16 JUNE 1973, Page 27

Non-medical matter

From Dr John Linklater Sir: Elected representatives of the British Medical Association at Folkestone last week decided by a massive majority that under no circumstances would they debase the prescription by using it as a vehicle for handing out contraceptives when no medical skill or judgment was involved.

The daily press at once carried headlines such as, " Doctors deal death blow to government free contraception plans." This misled some readers to suppose that doctors had voted generally against all family planning.

There are, of course, members of the medical profession who, for reasons of religious discipline or personal conviction decline to give contraceptive advice, and they must remain free to exercise their choice. There is also the question that a family planning and contraceptive service imposes a new heavy commitment which is not included in the present NHS contract, and appropriate fees ought to have been negotiated with the profession. It was not either ot these issues that roused the delegates at Folkestone, but the implicit suggestion that they would be required to write prescriptions for rubber sheaths.

The doctor's prescription has a very special significance. Most doctors train for six years or more before writing a prescription unsupervised, and it is intended exclusively for items necessary to treat disease. Oral contraceptives which may have dangerous side effects, requiring medical supervision, enter the same category. If doctors had agreed to abandon that jealously guarded principle by prescribing rubber sheaths, we could shortly see prescriptions used for rubber teats, comforters, even nappies or any other item that the government might suddenly see fit to hand out free of charge.

In any case it is a ridiculous waste of national resources to employ a doctor where a slot machine can do the job.

The government can perfectly well carry on with its plans. however, by making alternative arrangements for the issue of those contraceptives which do not require any clinical judgment or medical supervision. Indeed members could well arrange that locally, in their own constituencies, perhaps even delegating the responsibility if they feel that they are otherwise too heavily occupied.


_TASK ITEM_:
Count all lines holding "Schistosoma" in the data below and say the number, nothing more.

_PROVIDED RECORDS_:

··········

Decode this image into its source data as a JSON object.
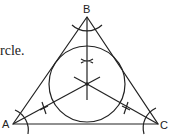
{
  "text_fragment": "rcle.",
  "labels": {
    "A": "A",
    "B": "B",
    "C": "C"
  },
  "diagram": {
    "vertices": {
      "A": [
        13,
        124
      ],
      "B": [
        87,
        17
      ],
      "C": [
        158,
        124
      ]
    },
    "incenter": [
      87,
      84
    ],
    "inradius": 38,
    "stroke_color": "#222222"
  }
}
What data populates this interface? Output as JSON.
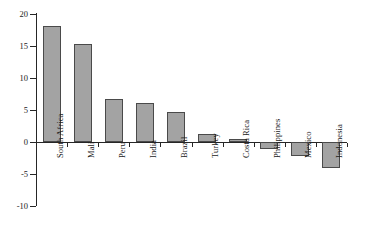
{
  "chart_data": {
    "type": "bar",
    "title": "",
    "subtitle": "",
    "xlabel": "",
    "ylabel": "",
    "categories": [
      "South Africa",
      "Mali",
      "Peru",
      "India",
      "Brazil",
      "Turkey",
      "Costa Rica",
      "Philippines",
      "Mexico",
      "Indonesia"
    ],
    "values": [
      18.1,
      15.3,
      6.7,
      6.1,
      4.7,
      1.2,
      0.4,
      -1.1,
      -2.2,
      -4.0
    ],
    "ylim": [
      -10,
      20
    ],
    "yticks": [
      20,
      15,
      10,
      5,
      0,
      -5,
      -10
    ],
    "ytick_labels": [
      "20",
      "15",
      "10",
      "5",
      "0",
      "-5",
      "-10"
    ],
    "grid": false,
    "legend": null,
    "series": [
      {
        "name": "",
        "values": [
          18.1,
          15.3,
          6.7,
          6.1,
          4.7,
          1.2,
          0.4,
          -1.1,
          -2.2,
          -4.0
        ]
      }
    ],
    "bar_fill_color": "#a3a3a3",
    "bar_edge_color": "#4a4a4a",
    "axis_color": "#262626"
  }
}
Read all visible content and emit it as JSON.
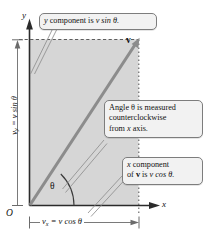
{
  "figure": {
    "type": "vector-component-diagram"
  },
  "axes": {
    "y_label": "y",
    "x_label": "x",
    "origin_label": "O"
  },
  "vector": {
    "label": "v",
    "angle_label": "θ"
  },
  "dimensions": {
    "vertical": {
      "name": "y-component-dimension",
      "text_parts": {
        "symbol": "v",
        "subscript": "y",
        "equals": " = ",
        "expression": "v sin θ"
      },
      "text": "v_y = v sin θ"
    },
    "horizontal": {
      "name": "x-component-dimension",
      "text_parts": {
        "symbol": "v",
        "subscript": "x",
        "equals": " = ",
        "expression": "v cos θ"
      },
      "text": "v_x = v cos θ"
    }
  },
  "callouts": {
    "y_component": {
      "line1_pre": "y",
      "line1_post": " component is ",
      "line1_expr": "v sin θ.",
      "full_text": "y component is v sin θ."
    },
    "angle": {
      "line1": "Angle θ is measured",
      "line2": "counterclockwise",
      "line3_pre": "from ",
      "line3_var": "x",
      "line3_post": " axis.",
      "full_text": "Angle θ is measured counterclockwise from x axis."
    },
    "x_component": {
      "line1_var": "x",
      "line1_post": " component",
      "line2_pre": "of ",
      "line2_vec": "v",
      "line2_mid": " is ",
      "line2_expr": "v cos θ.",
      "full_text": "x component of v is v cos θ."
    }
  },
  "colors": {
    "shaded_region": "#d6d6d6",
    "vector_line": "#8c8c8c",
    "axis": "#2b2b2b",
    "callout_fill": "#f2f2f2",
    "callout_border": "#7d7d7d",
    "leader_line": "#909090"
  }
}
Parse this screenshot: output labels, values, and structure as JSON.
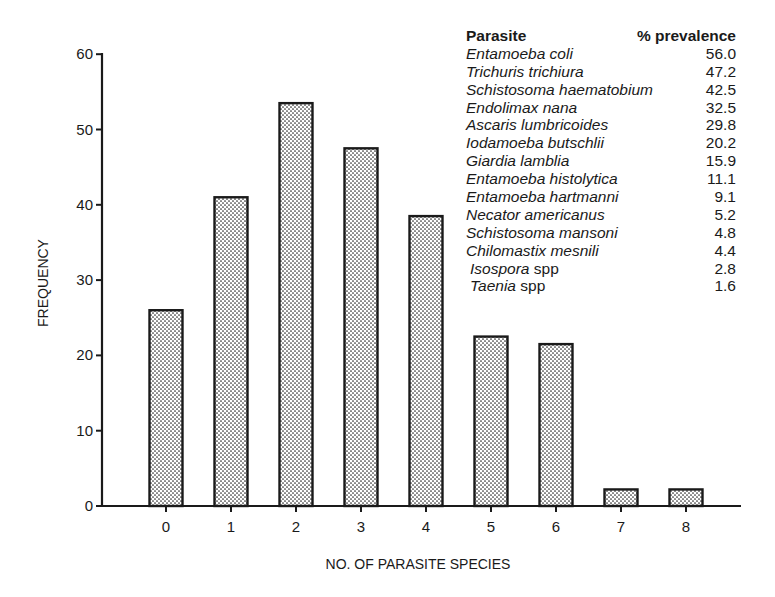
{
  "chart_data": {
    "type": "bar",
    "title": "",
    "xlabel": "NO. OF PARASITE SPECIES",
    "ylabel": "FREQUENCY",
    "categories": [
      "0",
      "1",
      "2",
      "3",
      "4",
      "5",
      "6",
      "7",
      "8"
    ],
    "values": [
      26,
      41,
      53.5,
      47.5,
      38.5,
      22.5,
      21.5,
      2.2,
      2.2
    ],
    "ylim": [
      0,
      60
    ],
    "yticks": [
      0,
      10,
      20,
      30,
      40,
      50,
      60
    ],
    "grid": false,
    "bar_fill": "dotted stipple pattern",
    "legend_table": {
      "position": "upper right",
      "header": {
        "name": "Parasite",
        "value": "% prevalence"
      },
      "rows": [
        {
          "name": "Entamoeba coli",
          "value": "56.0"
        },
        {
          "name": "Trichuris trichiura",
          "value": "47.2"
        },
        {
          "name": "Schistosoma haematobium",
          "value": "42.5"
        },
        {
          "name": "Endolimax nana",
          "value": "32.5"
        },
        {
          "name": "Ascaris lumbricoides",
          "value": "29.8"
        },
        {
          "name": "Iodamoeba butschlii",
          "value": "20.2"
        },
        {
          "name": "Giardia lamblia",
          "value": "15.9"
        },
        {
          "name": "Entamoeba histolytica",
          "value": "11.1"
        },
        {
          "name": "Entamoeba hartmanni",
          "value": "9.1"
        },
        {
          "name": "Necator americanus",
          "value": "5.2"
        },
        {
          "name": "Schistosoma mansoni",
          "value": "4.8"
        },
        {
          "name": "Chilomastix mesnili",
          "value": "4.4"
        },
        {
          "name": "Isospora",
          "suffix": " spp",
          "value": "2.8"
        },
        {
          "name": "Taenia",
          "suffix": " spp",
          "value": "1.6"
        }
      ]
    }
  },
  "colors": {
    "ink": "#1a1a1a",
    "background": "#ffffff",
    "bar_dot": "#2a2a2a"
  }
}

··········

_RESULT BELOW_:
2